In many ways.


In many ways, Jeannine Johnson is like greatest in quantity 13-year-old girls.

She's cute sassy and bright. Talks nonstop. Has a great smile and a quick wit. Likes striplings of course. Math's her favorite subdue in school. And she have affection fors karaoke, Each day she writes in her journal the important things that happen in her life.

in succession the telephone, she'll blab for hours with girl-friends--or she'll trade concealeds with her best friend. united moment she's building Web pages or surfing the Internet. The nearest she's writing songs and metrical compositions She loves penguins.

however what she likes most is driving her drag racer. It's her passion.

With all that to do, the eighth-grader at Ballou Junior High train in Puyallup, Wash., has endles intensity And it's not hard to report even at her tender age, that she has high self-esteem

"I believe I can do anything," she said. "If I want to do something, I do it. unless I want to do it the best I can, in this way I try hard."



Jeannine has always had to make trial of harder because her young life, at first uncertain, has been satiated of pain. She's had to cope with hardship, nevertheless learned early to accept the cards life dealt her. with equal reason when she can, she does whatever it takes to live her life to the fullest

Maybe, that's what stations her apart from other girls her age.

A "preemie," Jeannine was born three and one-half month premature, with a perforated intestine. The gastrointestinal disease--necrotizing enterocolitis--mostly affects preemies. The infection overturns the intestine or a part of the bowel and kills a quarter of preemies born with it. in this way when she was just 14 days not new doctors removed 8 inches of her small intestine.

She exhausted the early days fighting for her life, with a plastic bag for a small intestine.

Tech Sgt Bill and Miyong Johnson feared the worse. still they never gave up sense of possible fulfilment Their daughter weighed 1 bruise 10 ounces, and doctors at Loma Linda University Children's Hospital, Loma Linda, Calif., and nothing else gave her a 1 percent chance to live. if it were not that Bill and Miyong never left their daughter's side during the three month Jeannine was in intensive care.

"She was in such a manner sick," said Bill, who works at the 62nd Communications Squadron, McChord Air Force Base, Wash. "We didn't know from single day to another if she was going to live."

Miyong was fraught with worry. It was tough--doctors told the Johnson 25 times their sole child might not make it another day.

"We said to her many times," she said. "And each time, it broke our hearts."

A will to survive

on the other hand Jeannine fought to live. She beat a respiratory question However, during one of the five operations to make secure the attachment of her small intestine, a course cut off the blood circulation to her right leg It damaged the produce plates in the bones of her leg and the bone stopped growing. Doctors considered amputating her leg further Jeannine would have died for sure

They waited and watched as Jeannine clung to life. The hours deflected to days and then to weeks. The Johnsons' reliances soared. On Aug. 21, 1990 Bill got his best-ever birthday present: Doctors give permission to Jeannine go home. She was 3 month olden and weighed 4 pounds, 12 ounces

Jeannine beat a trial with pneumonia when she was 8 month elderly And when she was 1 year olden doctors took off the external iliostomy bag and reattached her small intestine.

"Each week she got stronger" Bill said. "And she's been a fighter perpetually since."

So started Jeannine's journey. Her race at life. Her blossoming into the extrovert she is today.

unless the little girl's right leg will not ever be normal. When she was 5 doctors started to lengthen the bone in the leg The painful Illizorov technique they used would eventually help her leg bone put forth But her right foot is still smaller.

"I have to use sum of two units different size shoes," Jeannine said. She must also wear a lift--which she hates because kids at place of education make fun of her--to make her leg the same continuance Without them, she suffers back pains.

The Illizorov proces involved driving 42 stainless carburet of iron pins through Jeannine's leg and into her hip and her thigh-bone tibia and fibula bones, which surgeon cross into two. Attached to rings and scourges the pins stabilized the bone and allowed just discovered bone to grow in the area of the sculpture To work, however, meant expanding the ring of poniard 1 millimeter a day.

It's a painful proces that takes a year to total Jeannine went through it all throughout again when she was 10 Each time, her leg bone grew 6-to-6 inches.

"But after brace procedures, my right leg is still one-half inch shorter than my left" she said.

Miyong has seen her daughter learn to cope with the pain. yet she said being stuck in a wheelchair is more painful. likewise is not being able to flow Or to play sports or snowboard.

bar out from the things she extendeded to do, Jeannine turned to drag racing. It was Bill who influenced her. He's been racing cars since he was a teen

"Jeannine has been around fast cars since she was a baby," Bill said. "Since she was antiquated enough to go to the track, she's helped me change tires and transmissions."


▸ About this task
What is needed is every line of the data that includes the word "apical". Please copy each one.

◆ ◆ ◆ ◆

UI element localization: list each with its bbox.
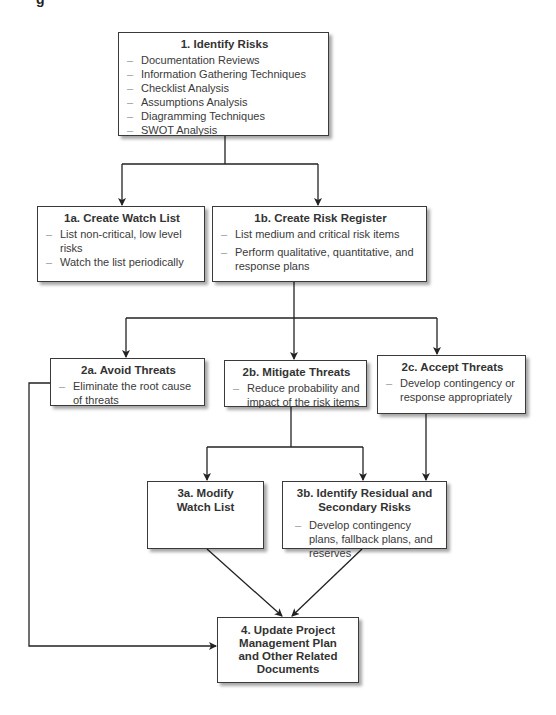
list-item: SWOT Analysis <box>127 123 322 137</box>
node-title: 2b. Mitigate Threats <box>233 365 360 379</box>
node-mitigate-threats: 2b. Mitigate Threats Reduce probability … <box>224 360 367 407</box>
node-items: List non-critical, low level risks Watch… <box>46 227 198 269</box>
node-items: List medium and critical risk items Perf… <box>221 227 420 273</box>
list-item: Watch the list periodically <box>46 255 198 269</box>
list-item: Reduce probability and impact of the ris… <box>233 381 360 409</box>
node-title: 1b. Create Risk Register <box>221 211 420 225</box>
list-item: List non-critical, low level risks <box>46 227 198 255</box>
node-update-project-management-plan: 4. Update Project Management Plan and Ot… <box>217 617 359 683</box>
list-item: Checklist Analysis <box>127 81 322 95</box>
node-items: Reduce probability and impact of the ris… <box>233 381 360 409</box>
list-item: List medium and critical risk items <box>221 227 420 241</box>
list-item: Develop contingency plans, fallback plan… <box>295 518 434 560</box>
node-title: 3b. Identify Residual and Secondary Risk… <box>295 486 434 514</box>
node-items: Develop contingency plans, fallback plan… <box>295 518 434 560</box>
node-modify-watch-list: 3a. Modify Watch List <box>147 481 264 549</box>
node-title: 2a. Avoid Threats <box>59 363 198 377</box>
node-items: Develop contingency or response appropri… <box>386 376 519 404</box>
list-item: Develop contingency or response appropri… <box>386 376 519 404</box>
node-title: 2c. Accept Threats <box>386 360 519 374</box>
node-accept-threats: 2c. Accept Threats Develop contingency o… <box>377 355 526 414</box>
list-item: Eliminate the root cause of threats <box>59 379 198 407</box>
edge-3a-to-4 <box>207 549 282 616</box>
node-title: 4. Update Project Management Plan and Ot… <box>232 624 344 676</box>
node-items: Eliminate the root cause of threats <box>59 379 198 407</box>
list-item: Documentation Reviews <box>127 53 322 67</box>
node-items: Documentation Reviews Information Gather… <box>127 53 322 137</box>
list-item: Diagramming Techniques <box>127 109 322 123</box>
node-title: 3a. Modify Watch List <box>162 486 249 514</box>
list-item: Assumptions Analysis <box>127 95 322 109</box>
list-item: Perform qualitative, quantitative, and r… <box>221 245 420 273</box>
node-create-watch-list: 1a. Create Watch List List non-critical,… <box>37 206 205 282</box>
node-title: 1. Identify Risks <box>127 37 322 51</box>
node-avoid-threats: 2a. Avoid Threats Eliminate the root cau… <box>50 358 205 406</box>
list-item: Information Gathering Techniques <box>127 67 322 81</box>
node-identify-residual-secondary-risks: 3b. Identify Residual and Secondary Risk… <box>282 481 447 549</box>
node-create-risk-register: 1b. Create Risk Register List medium and… <box>212 206 427 282</box>
node-identify-risks: 1. Identify Risks Documentation Reviews … <box>118 32 329 136</box>
node-title: 1a. Create Watch List <box>46 211 198 225</box>
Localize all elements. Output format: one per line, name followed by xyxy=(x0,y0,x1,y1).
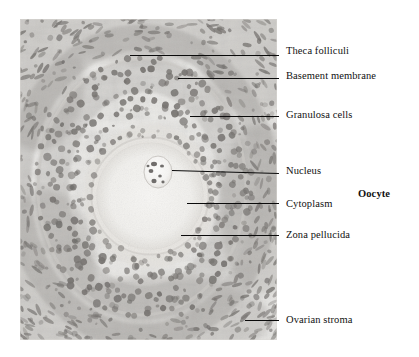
micrograph-canvas xyxy=(20,19,277,340)
leader-line-cytoplasm xyxy=(187,203,279,204)
leader-line-theca-folliculi xyxy=(130,55,279,56)
label-cytoplasm: Cytoplasm xyxy=(286,198,332,209)
label-nucleus: Nucleus xyxy=(286,165,321,176)
leader-line-granulosa-cells xyxy=(190,116,279,117)
label-theca-folliculi: Theca folliculi xyxy=(286,45,349,56)
leader-line-ovarian-stroma xyxy=(245,320,279,321)
leader-line-zona-pellucida xyxy=(181,235,279,236)
label-zona-pellucida: Zona pellucida xyxy=(286,229,350,240)
leader-line-basement-membrane xyxy=(178,78,279,79)
figure-ovarian-follicle: Theca folliculiBasement membraneGranulos… xyxy=(0,0,419,357)
micrograph-image xyxy=(20,19,277,340)
label-basement-membrane: Basement membrane xyxy=(286,70,376,81)
label-granulosa-cells: Granulosa cells xyxy=(286,109,353,120)
group-label-oocyte: Oocyte xyxy=(358,188,390,199)
label-ovarian-stroma: Ovarian stroma xyxy=(286,314,352,325)
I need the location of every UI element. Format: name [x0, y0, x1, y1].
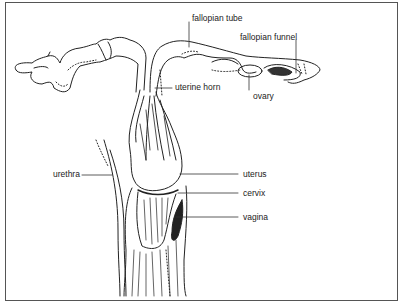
label-vagina: vagina	[243, 212, 268, 222]
urethra-shape	[104, 140, 120, 296]
label-fallopian-funnel: fallopian funnel	[240, 32, 297, 42]
label-uterus: uterus	[243, 169, 267, 179]
reproductive-tract-illustration	[0, 0, 407, 304]
label-uterine-horn: uterine horn	[175, 82, 220, 92]
label-fallopian-tube: fallopian tube	[192, 13, 243, 23]
fallopian-funnel-shape	[268, 67, 292, 75]
label-cervix: cervix	[243, 188, 265, 198]
label-urethra: urethra	[53, 169, 80, 179]
uterus-shape	[129, 90, 182, 191]
ovary-shape	[238, 65, 262, 77]
label-ovary: ovary	[253, 91, 274, 101]
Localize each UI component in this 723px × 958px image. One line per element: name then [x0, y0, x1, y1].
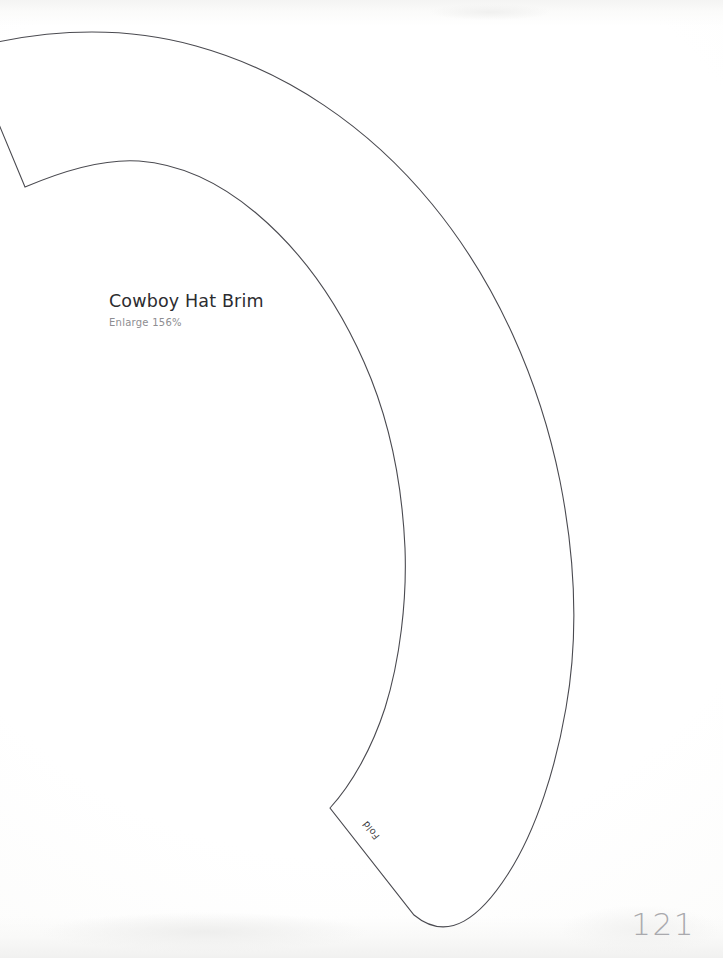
pattern-label-block: Cowboy Hat Brim Enlarge 156%	[109, 292, 264, 328]
page-title: Cowboy Hat Brim	[109, 292, 264, 310]
brim-outline-path	[0, 32, 574, 927]
pattern-page: Cowboy Hat Brim Enlarge 156% Fold 121	[0, 0, 723, 958]
page-number: 121	[631, 909, 695, 940]
cowboy-hat-brim-pattern-shape	[0, 0, 723, 958]
enlarge-instruction: Enlarge 156%	[109, 317, 264, 328]
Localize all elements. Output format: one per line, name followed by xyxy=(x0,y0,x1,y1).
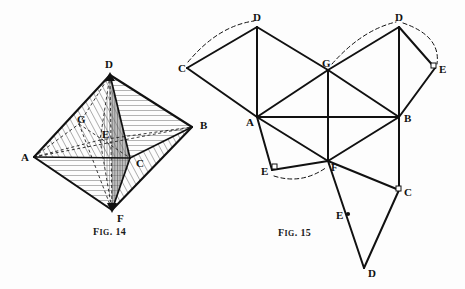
fig14-label-B: B xyxy=(200,119,208,131)
fig15-label-D-topright: D xyxy=(395,11,403,23)
fig15-label-C-left: C xyxy=(178,62,186,74)
fig15-label-D-bottom: D xyxy=(368,267,376,279)
fig15-label-G: G xyxy=(322,57,331,69)
fig14-label-E: E xyxy=(102,128,109,140)
fig15-label-E-bottom: E xyxy=(336,209,343,221)
fig15-vertex-dots xyxy=(346,212,350,216)
fig15-caption: FIG. 15 xyxy=(278,227,311,238)
fig15-label-A: A xyxy=(246,116,254,128)
figure-page: A B C D E F G FIG. 14 xyxy=(0,0,465,289)
fig15-arc-G-D xyxy=(332,22,396,64)
fig15-label-D-topleft: D xyxy=(253,11,261,23)
fig15-label-C-right: C xyxy=(404,186,412,198)
fig15-net-drawing: C D G D E A B F E C E D FIG. 15 xyxy=(178,11,446,279)
fig14-label-F: F xyxy=(117,212,124,224)
fig14-label-A: A xyxy=(21,151,29,163)
fig14-label-G: G xyxy=(77,113,86,125)
fig14-label-D: D xyxy=(105,58,113,70)
fig14-caption: FIG. 14 xyxy=(93,226,126,237)
fig15-label-E-right: E xyxy=(439,63,446,75)
fig15-label-F: F xyxy=(331,161,338,173)
fig15-label-E-left: E xyxy=(261,165,268,177)
fig14-label-C: C xyxy=(136,157,144,169)
fig14-octahedron-drawing: A B C D E F G FIG. 14 xyxy=(0,0,465,289)
fig15-label-B: B xyxy=(404,112,412,124)
fig15-arc-D-E xyxy=(403,23,437,64)
fig15-arc-C-D xyxy=(188,21,254,62)
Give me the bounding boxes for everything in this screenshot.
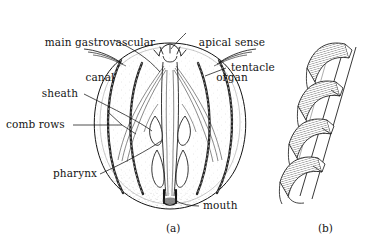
panel-label-a: (a) (166, 222, 180, 234)
label-sheath: sheath (0, 88, 78, 100)
figure-root: main gastrovascular canal apical sense o… (0, 0, 385, 247)
label-gastrovascular-canal-line1: main gastrovascular (24, 37, 176, 49)
comb-plate-4 (279, 157, 325, 204)
panel-b-comb-plate-detail (279, 43, 356, 204)
panel-label-b: (b) (318, 222, 333, 234)
label-apical-sense-organ-line1: apical sense (186, 37, 278, 49)
label-gastrovascular-canal-line2: canal (24, 72, 176, 84)
label-pharynx: pharynx (53, 168, 97, 180)
label-comb-rows: comb rows (6, 119, 65, 131)
label-tentacle: tentacle (231, 62, 275, 74)
label-apical-sense-organ: apical sense organ (186, 14, 278, 106)
label-mouth: mouth (203, 200, 238, 212)
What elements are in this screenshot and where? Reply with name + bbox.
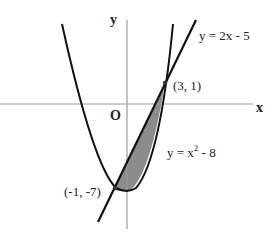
- point-label-lower: (-1, -7): [64, 184, 101, 199]
- y-axis-label: y: [110, 12, 117, 27]
- origin-label: O: [110, 108, 121, 123]
- point-label-upper: (3, 1): [173, 78, 201, 93]
- line-equation-label: y = 2x - 5: [199, 28, 250, 43]
- intersection-point-upper: [163, 81, 167, 85]
- parabola-label-main: y = x: [167, 145, 194, 160]
- graph-figure: y x O y = 2x - 5 y = x2 - 8 (3, 1) (-1, …: [0, 0, 279, 237]
- parabola-equation-label: y = x2 - 8: [167, 143, 216, 160]
- intersection-point-lower: [113, 186, 117, 190]
- x-axis-label: x: [256, 100, 263, 115]
- parabola-label-tail: - 8: [198, 145, 215, 160]
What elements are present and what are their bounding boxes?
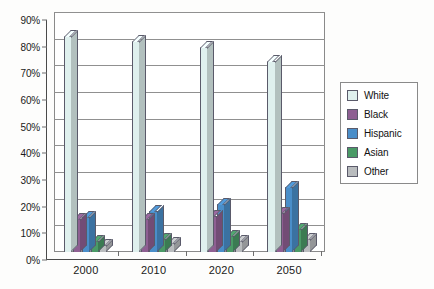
bar-slot	[167, 12, 175, 252]
bar-side-face	[216, 210, 223, 252]
bar-side-face	[157, 205, 164, 252]
bar-slot	[99, 12, 107, 252]
bar-slot	[267, 12, 275, 252]
bar-group	[132, 12, 175, 252]
bar-group	[200, 12, 243, 252]
legend-label: Black	[364, 109, 388, 120]
y-tick-mark	[42, 260, 47, 261]
legend-swatch-icon	[347, 147, 358, 158]
legend-item-asian[interactable]: Asian	[347, 146, 412, 158]
bar-white-2000	[64, 36, 72, 252]
x-tick-mark	[186, 251, 187, 256]
bar-side-face	[148, 213, 155, 252]
bar-slot	[303, 12, 311, 252]
x-tick-mark	[118, 251, 119, 256]
bar-white-2020	[200, 47, 208, 252]
x-axis-label-2050: 2050	[276, 264, 301, 276]
legend-item-white[interactable]: White	[347, 89, 412, 101]
bar-group	[64, 12, 107, 252]
x-axis-label-2010: 2010	[141, 264, 166, 276]
legend-label: White	[364, 90, 389, 101]
chart-page: 0%10%20%30%40%50%60%70%80%90% 2000201020…	[0, 0, 434, 289]
legend-swatch-icon	[347, 109, 358, 120]
bar-side-face	[292, 181, 299, 252]
legend-label: Asian	[364, 147, 389, 158]
bar-side-face	[275, 55, 282, 252]
bar-side-face	[207, 41, 214, 252]
x-tick-mark	[321, 251, 322, 256]
legend-item-hispanic[interactable]: Hispanic	[347, 127, 412, 139]
bar-white-2010	[132, 41, 140, 252]
x-axis-label-2020: 2020	[209, 264, 234, 276]
plot-area: 0%10%20%30%40%50%60%70%80%90%	[46, 12, 325, 260]
bar-side-face	[224, 198, 231, 252]
bar-slot	[235, 12, 243, 252]
bar-slot	[132, 12, 140, 252]
bar-side-face	[139, 35, 146, 252]
legend-swatch-icon	[347, 128, 358, 139]
bar-side-face	[80, 213, 87, 252]
legend-item-black[interactable]: Black	[347, 108, 412, 120]
bar-group	[267, 12, 310, 252]
bar-side-face	[283, 207, 290, 252]
legend-swatch-icon	[347, 166, 358, 177]
bar-slot	[200, 12, 208, 252]
bar-slot	[64, 12, 72, 252]
x-axis-line	[46, 259, 316, 260]
legend-swatch-icon	[347, 90, 358, 101]
legend-item-other[interactable]: Other	[347, 165, 412, 177]
legend-label: Hispanic	[364, 128, 402, 139]
x-axis-label-2000: 2000	[73, 264, 98, 276]
bar-groups	[46, 12, 325, 252]
bar-side-face	[71, 30, 78, 252]
chart-legend: WhiteBlackHispanicAsianOther	[340, 82, 418, 184]
legend-label: Other	[364, 166, 389, 177]
x-tick-mark	[253, 251, 254, 256]
bar-white-2050	[267, 61, 275, 252]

◆ ◆ ◆ ◆

▸ Result
figure-root: main gastrovascular canal apical sense o… (0, 0, 385, 247)
label-apical-sense-organ-line1: apical sense (186, 37, 278, 49)
label-apical-sense-organ: apical sense organ (186, 14, 278, 106)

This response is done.